Task prompt =>
In the entries below, find the line with "In order to click on ANDI" and the line with "This screenshot has height=1027, width=1826.". Reproduce those two lines and every line between them exactly, and nothing more.

Raw data =>
-----

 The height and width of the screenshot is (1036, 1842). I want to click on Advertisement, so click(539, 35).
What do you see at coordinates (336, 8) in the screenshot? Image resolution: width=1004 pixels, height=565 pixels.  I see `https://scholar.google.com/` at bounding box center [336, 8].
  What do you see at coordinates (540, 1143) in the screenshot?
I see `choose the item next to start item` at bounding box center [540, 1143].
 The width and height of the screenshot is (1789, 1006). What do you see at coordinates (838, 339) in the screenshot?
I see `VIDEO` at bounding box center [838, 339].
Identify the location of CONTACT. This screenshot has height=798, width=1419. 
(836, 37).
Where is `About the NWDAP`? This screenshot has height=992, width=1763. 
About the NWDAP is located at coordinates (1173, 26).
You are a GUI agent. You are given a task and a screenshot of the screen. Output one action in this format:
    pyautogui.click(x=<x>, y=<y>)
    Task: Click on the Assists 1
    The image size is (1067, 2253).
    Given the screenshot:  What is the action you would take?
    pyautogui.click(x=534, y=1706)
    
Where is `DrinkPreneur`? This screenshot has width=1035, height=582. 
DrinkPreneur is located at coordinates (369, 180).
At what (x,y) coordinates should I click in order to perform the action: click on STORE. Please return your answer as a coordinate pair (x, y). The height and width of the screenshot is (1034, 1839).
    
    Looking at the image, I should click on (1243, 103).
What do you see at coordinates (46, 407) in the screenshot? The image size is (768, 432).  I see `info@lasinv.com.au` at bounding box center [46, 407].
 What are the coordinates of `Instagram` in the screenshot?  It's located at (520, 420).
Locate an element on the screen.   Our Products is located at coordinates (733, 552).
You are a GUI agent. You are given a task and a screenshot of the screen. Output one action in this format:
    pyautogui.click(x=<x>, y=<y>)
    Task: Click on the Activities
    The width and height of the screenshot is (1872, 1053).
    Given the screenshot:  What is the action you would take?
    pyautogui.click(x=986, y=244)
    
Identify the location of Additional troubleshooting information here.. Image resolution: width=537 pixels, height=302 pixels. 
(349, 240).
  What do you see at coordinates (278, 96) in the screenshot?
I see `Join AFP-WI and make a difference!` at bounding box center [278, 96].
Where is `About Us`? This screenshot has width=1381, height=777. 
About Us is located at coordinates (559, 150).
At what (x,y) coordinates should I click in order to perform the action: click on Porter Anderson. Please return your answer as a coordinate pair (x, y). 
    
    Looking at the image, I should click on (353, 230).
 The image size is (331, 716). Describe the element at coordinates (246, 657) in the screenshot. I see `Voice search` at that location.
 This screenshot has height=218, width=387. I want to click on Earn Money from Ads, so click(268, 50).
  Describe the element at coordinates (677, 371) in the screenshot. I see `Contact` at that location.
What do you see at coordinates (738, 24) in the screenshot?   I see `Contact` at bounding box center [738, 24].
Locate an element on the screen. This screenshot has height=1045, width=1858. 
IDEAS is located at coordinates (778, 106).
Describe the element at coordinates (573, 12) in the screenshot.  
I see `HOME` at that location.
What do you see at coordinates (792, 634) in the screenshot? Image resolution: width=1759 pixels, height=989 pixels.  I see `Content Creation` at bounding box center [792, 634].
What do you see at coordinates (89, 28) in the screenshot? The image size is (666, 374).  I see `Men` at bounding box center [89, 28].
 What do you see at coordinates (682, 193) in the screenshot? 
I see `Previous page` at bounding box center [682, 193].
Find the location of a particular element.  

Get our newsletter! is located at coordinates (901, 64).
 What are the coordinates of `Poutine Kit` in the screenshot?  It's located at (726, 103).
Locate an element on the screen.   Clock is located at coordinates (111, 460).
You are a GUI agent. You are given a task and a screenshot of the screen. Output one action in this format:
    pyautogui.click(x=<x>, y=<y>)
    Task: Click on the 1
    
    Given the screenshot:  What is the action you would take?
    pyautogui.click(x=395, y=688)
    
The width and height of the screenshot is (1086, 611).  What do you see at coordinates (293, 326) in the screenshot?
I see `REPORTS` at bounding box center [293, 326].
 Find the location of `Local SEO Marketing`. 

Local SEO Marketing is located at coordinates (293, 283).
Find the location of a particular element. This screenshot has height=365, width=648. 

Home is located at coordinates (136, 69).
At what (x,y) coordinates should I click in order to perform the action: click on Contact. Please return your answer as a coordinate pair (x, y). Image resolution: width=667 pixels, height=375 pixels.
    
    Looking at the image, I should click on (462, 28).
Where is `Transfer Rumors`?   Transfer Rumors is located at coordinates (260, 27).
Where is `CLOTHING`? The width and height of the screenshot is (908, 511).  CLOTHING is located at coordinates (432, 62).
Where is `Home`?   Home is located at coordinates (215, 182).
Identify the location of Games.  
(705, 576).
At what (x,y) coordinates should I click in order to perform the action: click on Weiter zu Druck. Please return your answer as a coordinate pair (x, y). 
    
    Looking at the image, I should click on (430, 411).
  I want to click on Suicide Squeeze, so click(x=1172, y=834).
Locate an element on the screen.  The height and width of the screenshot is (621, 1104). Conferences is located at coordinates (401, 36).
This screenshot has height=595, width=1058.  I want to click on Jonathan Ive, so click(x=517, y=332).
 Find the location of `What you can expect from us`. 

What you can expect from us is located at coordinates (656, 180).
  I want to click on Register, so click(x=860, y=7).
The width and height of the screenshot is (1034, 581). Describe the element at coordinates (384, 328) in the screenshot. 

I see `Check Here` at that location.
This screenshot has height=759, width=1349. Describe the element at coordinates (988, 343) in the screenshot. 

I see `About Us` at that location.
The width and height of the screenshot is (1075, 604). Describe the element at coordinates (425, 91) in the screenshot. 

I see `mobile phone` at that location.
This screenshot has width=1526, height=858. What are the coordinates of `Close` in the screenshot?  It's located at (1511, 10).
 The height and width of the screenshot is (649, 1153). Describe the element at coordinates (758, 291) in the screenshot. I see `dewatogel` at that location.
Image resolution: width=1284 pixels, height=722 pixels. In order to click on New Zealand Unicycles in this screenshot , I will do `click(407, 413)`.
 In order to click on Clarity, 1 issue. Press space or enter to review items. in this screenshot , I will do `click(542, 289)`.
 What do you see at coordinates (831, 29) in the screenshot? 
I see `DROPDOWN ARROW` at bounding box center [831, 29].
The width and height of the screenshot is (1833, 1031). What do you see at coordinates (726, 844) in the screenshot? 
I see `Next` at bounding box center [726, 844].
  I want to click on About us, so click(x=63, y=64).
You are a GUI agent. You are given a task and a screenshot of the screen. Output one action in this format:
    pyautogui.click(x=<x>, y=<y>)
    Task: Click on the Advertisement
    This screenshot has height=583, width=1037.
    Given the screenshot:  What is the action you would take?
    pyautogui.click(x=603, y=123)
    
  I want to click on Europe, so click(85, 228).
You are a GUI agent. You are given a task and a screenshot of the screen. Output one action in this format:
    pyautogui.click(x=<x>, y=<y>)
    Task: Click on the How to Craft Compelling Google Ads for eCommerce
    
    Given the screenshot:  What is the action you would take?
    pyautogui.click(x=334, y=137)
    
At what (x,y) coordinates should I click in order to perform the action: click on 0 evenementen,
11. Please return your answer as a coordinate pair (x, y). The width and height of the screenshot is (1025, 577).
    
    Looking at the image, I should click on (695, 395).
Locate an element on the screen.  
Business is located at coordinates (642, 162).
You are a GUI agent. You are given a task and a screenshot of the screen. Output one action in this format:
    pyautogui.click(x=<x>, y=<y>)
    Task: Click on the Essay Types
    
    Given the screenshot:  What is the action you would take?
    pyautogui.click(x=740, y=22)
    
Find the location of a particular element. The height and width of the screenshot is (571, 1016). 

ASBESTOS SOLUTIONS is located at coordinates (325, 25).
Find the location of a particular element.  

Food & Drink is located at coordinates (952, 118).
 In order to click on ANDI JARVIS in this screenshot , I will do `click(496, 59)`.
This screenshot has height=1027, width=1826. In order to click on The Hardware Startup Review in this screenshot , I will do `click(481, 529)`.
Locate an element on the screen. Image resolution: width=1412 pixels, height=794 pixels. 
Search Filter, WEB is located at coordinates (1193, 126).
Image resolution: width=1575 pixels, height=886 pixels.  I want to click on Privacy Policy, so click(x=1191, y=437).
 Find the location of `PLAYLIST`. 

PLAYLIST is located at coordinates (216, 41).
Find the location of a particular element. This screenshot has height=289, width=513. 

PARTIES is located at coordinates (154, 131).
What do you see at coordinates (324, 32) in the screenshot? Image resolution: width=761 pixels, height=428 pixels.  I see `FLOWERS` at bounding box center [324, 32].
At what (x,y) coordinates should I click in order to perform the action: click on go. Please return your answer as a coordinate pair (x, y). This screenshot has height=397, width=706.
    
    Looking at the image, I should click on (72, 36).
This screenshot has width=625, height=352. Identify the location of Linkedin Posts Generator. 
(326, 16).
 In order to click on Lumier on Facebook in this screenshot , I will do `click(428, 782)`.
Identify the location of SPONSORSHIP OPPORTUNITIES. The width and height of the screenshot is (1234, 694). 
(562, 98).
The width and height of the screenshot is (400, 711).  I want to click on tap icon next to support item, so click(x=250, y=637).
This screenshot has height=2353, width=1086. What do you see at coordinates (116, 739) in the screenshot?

-----

Result for this exercise =>
 In order to click on ANDI JARVIS in this screenshot , I will do `click(496, 59)`.
This screenshot has height=1027, width=1826. In order to click on The Hardware Startup Review in this screenshot , I will do `click(481, 529)`.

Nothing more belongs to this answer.